Toledo, who led Peru from 2001 to 2006, was sentenced to 13 years and four months for money laundering, the judiciary said on X. It was his second conviction in connection with the sprawling scandal. His latest sentence will not be added to his existing 20-year prison term but will run concurrently at Lima’s Barbadillo Prison, where three other ex-presidents are also jailed.
The court found the 79-year-old guilty of using Odebrecht bribe money to buy high-value real estate, prosecutors said. According to state news agency Andina, Toledo funneled the funds through an offshore company in Costa Rica to hide their origin.

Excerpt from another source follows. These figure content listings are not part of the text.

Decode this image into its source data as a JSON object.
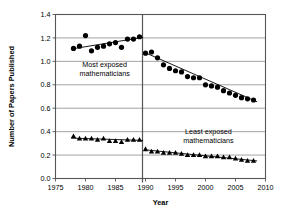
{
  "chart_data": {
    "type": "scatter",
    "title": "",
    "xlabel": "Year",
    "ylabel": "Number of Papers Published",
    "xlim": [
      1975,
      2010
    ],
    "ylim": [
      0.0,
      1.4
    ],
    "xticks": [
      1975,
      1980,
      1985,
      1990,
      1995,
      2000,
      2005,
      2010
    ],
    "xticklabels": [
      "1975",
      "1980",
      "1985",
      "1990",
      "1995",
      "2000",
      "2005",
      "2010"
    ],
    "yticks": [
      0.0,
      0.2,
      0.4,
      0.6,
      0.8,
      1.0,
      1.2,
      1.4
    ],
    "yticklabels": [
      "0.0",
      "0.2",
      "0.4",
      "0.6",
      "0.8",
      "1.0",
      "1.2",
      "1.4"
    ],
    "grid": "horizontal",
    "legend": "none",
    "divider_x": 1989.5,
    "annotations": [
      {
        "name": "most-exposed-label",
        "lines": [
          "Most exposed",
          "mathematicians"
        ],
        "x": 1983.2,
        "y": 0.95
      },
      {
        "name": "least-exposed-label",
        "lines": [
          "Least exposed",
          "mathematicians"
        ],
        "x": 2000.5,
        "y": 0.38
      }
    ],
    "series": [
      {
        "name": "Most exposed mathematicians",
        "marker": "circle",
        "color": "#000000",
        "segment": "pre-1990",
        "x": [
          1978,
          1979,
          1980,
          1981,
          1982,
          1983,
          1984,
          1985,
          1986,
          1987,
          1988,
          1989
        ],
        "values": [
          1.11,
          1.13,
          1.22,
          1.09,
          1.12,
          1.13,
          1.15,
          1.16,
          1.12,
          1.19,
          1.19,
          1.21
        ]
      },
      {
        "name": "Most exposed mathematicians",
        "marker": "circle",
        "color": "#000000",
        "segment": "post-1990",
        "x": [
          1990,
          1991,
          1992,
          1993,
          1994,
          1995,
          1996,
          1997,
          1998,
          1999,
          2000,
          2001,
          2002,
          2003,
          2004,
          2005,
          2006,
          2007,
          2008
        ],
        "values": [
          1.07,
          1.08,
          1.03,
          0.97,
          0.94,
          0.92,
          0.91,
          0.87,
          0.86,
          0.86,
          0.8,
          0.79,
          0.78,
          0.75,
          0.73,
          0.71,
          0.69,
          0.68,
          0.67
        ]
      },
      {
        "name": "Least exposed mathematicians",
        "marker": "triangle",
        "color": "#000000",
        "segment": "pre-1990",
        "x": [
          1978,
          1979,
          1980,
          1981,
          1982,
          1983,
          1984,
          1985,
          1986,
          1987,
          1988,
          1989
        ],
        "values": [
          0.36,
          0.34,
          0.34,
          0.34,
          0.33,
          0.34,
          0.32,
          0.32,
          0.31,
          0.33,
          0.33,
          0.33
        ]
      },
      {
        "name": "Least exposed mathematicians",
        "marker": "triangle",
        "color": "#000000",
        "segment": "post-1990",
        "x": [
          1990,
          1991,
          1992,
          1993,
          1994,
          1995,
          1996,
          1997,
          1998,
          1999,
          2000,
          2001,
          2002,
          2003,
          2004,
          2005,
          2006,
          2007,
          2008
        ],
        "values": [
          0.25,
          0.23,
          0.23,
          0.22,
          0.22,
          0.22,
          0.21,
          0.2,
          0.2,
          0.2,
          0.19,
          0.19,
          0.19,
          0.18,
          0.18,
          0.17,
          0.16,
          0.15,
          0.15
        ]
      }
    ],
    "trendlines": [
      {
        "name": "most-exposed-pre-1990-trend",
        "x": [
          1977.6,
          1989.6
        ],
        "y": [
          1.105,
          1.205
        ]
      },
      {
        "name": "most-exposed-post-1990-trend",
        "x": [
          1989.9,
          2008.6
        ],
        "y": [
          1.075,
          0.655
        ]
      },
      {
        "name": "least-exposed-pre-1990-trend",
        "x": [
          1977.6,
          1989.6
        ],
        "y": [
          0.345,
          0.325
        ]
      },
      {
        "name": "least-exposed-post-1990-trend",
        "x": [
          1989.9,
          2008.6
        ],
        "y": [
          0.245,
          0.15
        ]
      }
    ]
  }
}
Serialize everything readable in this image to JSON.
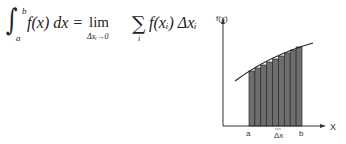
{
  "formula": {
    "integral_sign": "∫",
    "upper_limit": "b",
    "lower_limit": "a",
    "integrand": "f(x) dx =",
    "lim": "lim",
    "lim_subscript": "Δxᵢ→0",
    "sigma": "∑",
    "sigma_subscript": "i",
    "summand": "f(xᵢ) Δxᵢ"
  },
  "graph": {
    "y_axis_label": "f(x)",
    "x_axis_label": "X",
    "a_label": "a",
    "b_label": "b",
    "dx_label": "Δx",
    "bar_count": 9,
    "bar_color": "#6e6e6e",
    "axis_color": "#333333"
  },
  "chart_data": {
    "type": "bar",
    "xlabel": "X",
    "ylabel": "f(x)",
    "tick_labels": [
      "a",
      "Δx",
      "b"
    ],
    "categories": [
      "1",
      "2",
      "3",
      "4",
      "5",
      "6",
      "7",
      "8",
      "9"
    ],
    "values": [
      55,
      60,
      64,
      67,
      70,
      73,
      75,
      77,
      80
    ],
    "grid": false,
    "annotations": [
      "curve f(x) overlays bar tops",
      "Δx marks bar width"
    ]
  }
}
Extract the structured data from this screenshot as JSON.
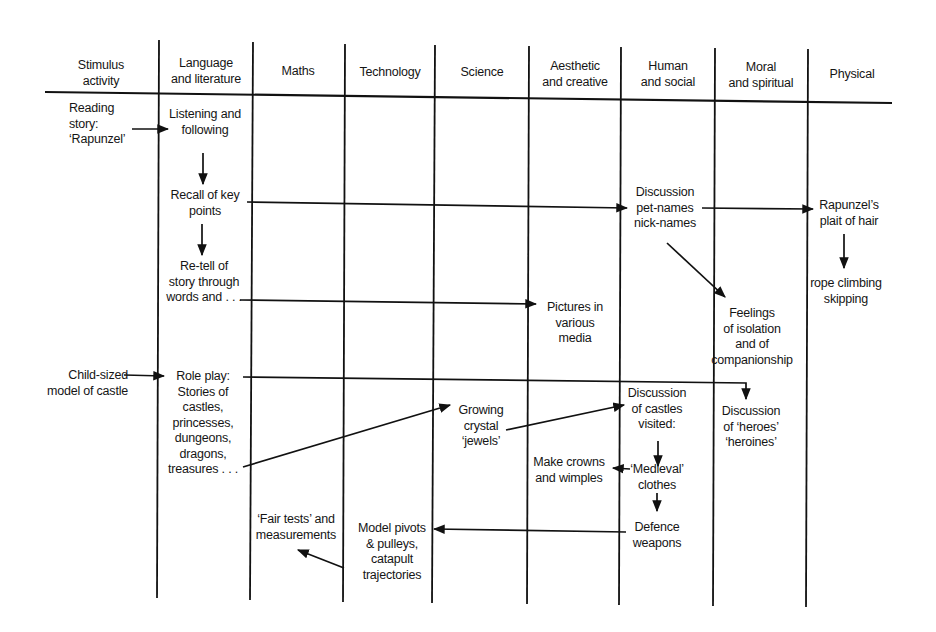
{
  "diagram": {
    "type": "curriculum cross-curricular flow chart",
    "columns": [
      {
        "id": "stimulus",
        "label": "Stimulus\nactivity"
      },
      {
        "id": "language",
        "label": "Language\nand literature"
      },
      {
        "id": "maths",
        "label": "Maths"
      },
      {
        "id": "technology",
        "label": "Technology"
      },
      {
        "id": "science",
        "label": "Science"
      },
      {
        "id": "aesthetic",
        "label": "Aesthetic\nand creative"
      },
      {
        "id": "human",
        "label": "Human\nand social"
      },
      {
        "id": "moral",
        "label": "Moral\nand spiritual"
      },
      {
        "id": "physical",
        "label": "Physical"
      }
    ],
    "nodes": [
      {
        "id": "reading",
        "column": "stimulus",
        "text": "Reading\nstory:\n‘Rapunzel’"
      },
      {
        "id": "listening",
        "column": "language",
        "text": "Listening and\nfollowing"
      },
      {
        "id": "recall",
        "column": "language",
        "text": "Recall of key\npoints"
      },
      {
        "id": "retell",
        "column": "language",
        "text": "Re-tell of\nstory through\nwords and . . ."
      },
      {
        "id": "discussion-names",
        "column": "human",
        "text": "Discussion\npet-names\nnick-names"
      },
      {
        "id": "plait",
        "column": "physical",
        "text": "Rapunzel’s\nplait of hair"
      },
      {
        "id": "rope",
        "column": "physical",
        "text": "rope climbing\nskipping"
      },
      {
        "id": "pictures",
        "column": "aesthetic",
        "text": "Pictures in\nvarious\nmedia"
      },
      {
        "id": "feelings",
        "column": "moral",
        "text": "Feelings\nof isolation\nand of\ncompanionship"
      },
      {
        "id": "castle-model",
        "column": "stimulus",
        "text": "Child-sized\nmodel of castle"
      },
      {
        "id": "roleplay",
        "column": "language",
        "text": "Role play:\nStories of\ncastles,\nprincesses,\ndungeons,\ndragons,\ntreasures . . ."
      },
      {
        "id": "crystals",
        "column": "science",
        "text": "Growing\ncrystal\n‘jewels’"
      },
      {
        "id": "castles-visited",
        "column": "human",
        "text": "Discussion\nof castles\nvisited:"
      },
      {
        "id": "heroes",
        "column": "moral",
        "text": "Discussion\nof ‘heroes’\n‘heroines’"
      },
      {
        "id": "crowns",
        "column": "aesthetic",
        "text": "Make crowns\nand wimples"
      },
      {
        "id": "medieval",
        "column": "human",
        "text": "‘Medieval’\nclothes"
      },
      {
        "id": "defence",
        "column": "human",
        "text": "Defence\nweapons"
      },
      {
        "id": "pivots",
        "column": "technology",
        "text": "Model pivots\n& pulleys,\ncatapult\ntrajectories"
      },
      {
        "id": "fair-tests",
        "column": "maths",
        "text": "‘Fair tests’ and\nmeasurements"
      }
    ],
    "edges": [
      {
        "from": "reading",
        "to": "listening"
      },
      {
        "from": "listening",
        "to": "recall"
      },
      {
        "from": "recall",
        "to": "retell"
      },
      {
        "from": "recall",
        "to": "discussion-names"
      },
      {
        "from": "discussion-names",
        "to": "plait"
      },
      {
        "from": "plait",
        "to": "rope"
      },
      {
        "from": "discussion-names",
        "to": "feelings"
      },
      {
        "from": "retell",
        "to": "pictures"
      },
      {
        "from": "castle-model",
        "to": "roleplay"
      },
      {
        "from": "roleplay",
        "to": "heroes"
      },
      {
        "from": "roleplay",
        "to": "crystals"
      },
      {
        "from": "crystals",
        "to": "castles-visited"
      },
      {
        "from": "castles-visited",
        "to": "medieval"
      },
      {
        "from": "medieval",
        "to": "crowns"
      },
      {
        "from": "medieval",
        "to": "defence"
      },
      {
        "from": "defence",
        "to": "pivots"
      },
      {
        "from": "pivots",
        "to": "fair-tests"
      }
    ]
  }
}
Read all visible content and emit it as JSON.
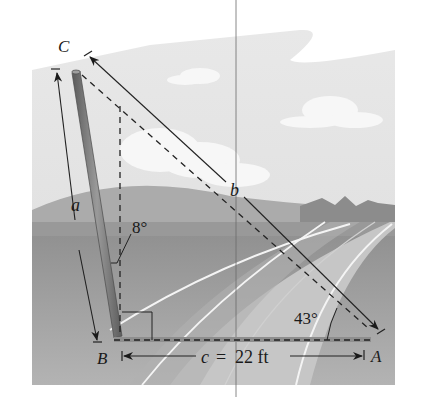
{
  "figure": {
    "vertices": {
      "A": "A",
      "B": "B",
      "C": "C"
    },
    "sides": {
      "a": "a",
      "b": "b",
      "c_label": "c = 22 ft",
      "c_var": "c",
      "c_eq": "=",
      "c_value": "22 ft"
    },
    "angles": {
      "lean": "8°",
      "at_A": "43°"
    },
    "colors": {
      "sky": "#e6e6e6",
      "cloud": "#f6f6f6",
      "hills_far": "#a8a8a8",
      "mountains": "#8c8c8c",
      "ground": "#9a9a9a",
      "road": "#c4c4c4",
      "pole": "#7a7a7a",
      "line": "#222222"
    }
  }
}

Nearly a year ago, another court sentenced Toledo after finding he had taken $35 million in bribes from Odebrecht in exchange for awarding contracts to build two sections of the Interoceanic Highway in southern Peru.

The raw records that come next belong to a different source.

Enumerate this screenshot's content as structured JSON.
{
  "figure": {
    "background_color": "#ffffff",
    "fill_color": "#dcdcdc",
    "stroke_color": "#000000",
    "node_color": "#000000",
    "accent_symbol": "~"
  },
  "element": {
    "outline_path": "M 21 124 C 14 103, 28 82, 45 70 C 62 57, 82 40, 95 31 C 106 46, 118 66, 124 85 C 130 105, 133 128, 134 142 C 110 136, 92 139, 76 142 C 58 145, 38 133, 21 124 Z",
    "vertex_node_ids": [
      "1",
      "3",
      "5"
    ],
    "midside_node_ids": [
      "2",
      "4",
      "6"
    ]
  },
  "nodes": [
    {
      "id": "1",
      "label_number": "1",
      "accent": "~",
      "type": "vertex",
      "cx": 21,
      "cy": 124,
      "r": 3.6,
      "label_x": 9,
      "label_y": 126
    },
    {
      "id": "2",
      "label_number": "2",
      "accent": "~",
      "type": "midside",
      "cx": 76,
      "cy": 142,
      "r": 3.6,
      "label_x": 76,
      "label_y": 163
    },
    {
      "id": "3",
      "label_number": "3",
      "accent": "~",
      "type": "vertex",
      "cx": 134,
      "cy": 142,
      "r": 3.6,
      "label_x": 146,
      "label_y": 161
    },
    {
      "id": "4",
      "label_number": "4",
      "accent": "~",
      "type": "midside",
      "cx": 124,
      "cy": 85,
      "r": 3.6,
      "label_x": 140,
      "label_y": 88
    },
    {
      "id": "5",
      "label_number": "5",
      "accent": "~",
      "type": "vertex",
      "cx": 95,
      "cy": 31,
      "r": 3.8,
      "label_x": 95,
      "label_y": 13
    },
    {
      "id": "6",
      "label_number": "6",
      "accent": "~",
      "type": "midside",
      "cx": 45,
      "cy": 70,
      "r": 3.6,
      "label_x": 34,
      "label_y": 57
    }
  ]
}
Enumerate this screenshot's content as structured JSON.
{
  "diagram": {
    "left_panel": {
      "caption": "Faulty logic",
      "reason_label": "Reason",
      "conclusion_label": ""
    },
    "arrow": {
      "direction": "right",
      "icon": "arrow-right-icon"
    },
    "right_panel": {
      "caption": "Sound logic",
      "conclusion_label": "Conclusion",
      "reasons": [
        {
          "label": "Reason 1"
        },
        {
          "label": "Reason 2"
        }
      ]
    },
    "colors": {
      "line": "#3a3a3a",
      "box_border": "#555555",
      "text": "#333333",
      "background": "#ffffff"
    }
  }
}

Toledo is among several former Peruvian leaders implicated in the case. Last April, ex-president Ollanta Humala was sentenced to 15 years for accepting Odebrecht bribes to finance his 2006 and 2011 election campaigns.
That same day Toledo was sentenced, a court ordered the release of former President MartĂn Vizcarra. He had been in pretrial detention since last month on charges of taking bribes more than a decade ago while governor of the Moquegua region.
In 2018, then-President Pedro Pablo Kuczynski resigned following the release of secret recordings that tied him to the scandal, a day before an impeachment vote. Former President Alan GarcĂa died by suicide in 2019 as police investigated his alleged involvement.
The Odebrecht bribery scheme, which originated in Brazil, has implicated politicians across Latin America. In Panama, two former presidents, six ex-ministers and dozens more stood trial in 2022 over alleged kickbacks. In Guatemala, records reviewed by OCCRP and partners in a 2023 investigation showed the company used millions from a Central American Bank for Economic Integration loan to bribe state officials.
The Odebrecht case is considered one of Latin America’s biggest corruption scandals. In 2017, U.S. courts ordered the company—now renamed Novonor—to pay $2.6 billion in fines to Brazil, Switzerland and the U.S. after admitting it had paid around $800 million in bribes across 12 countries.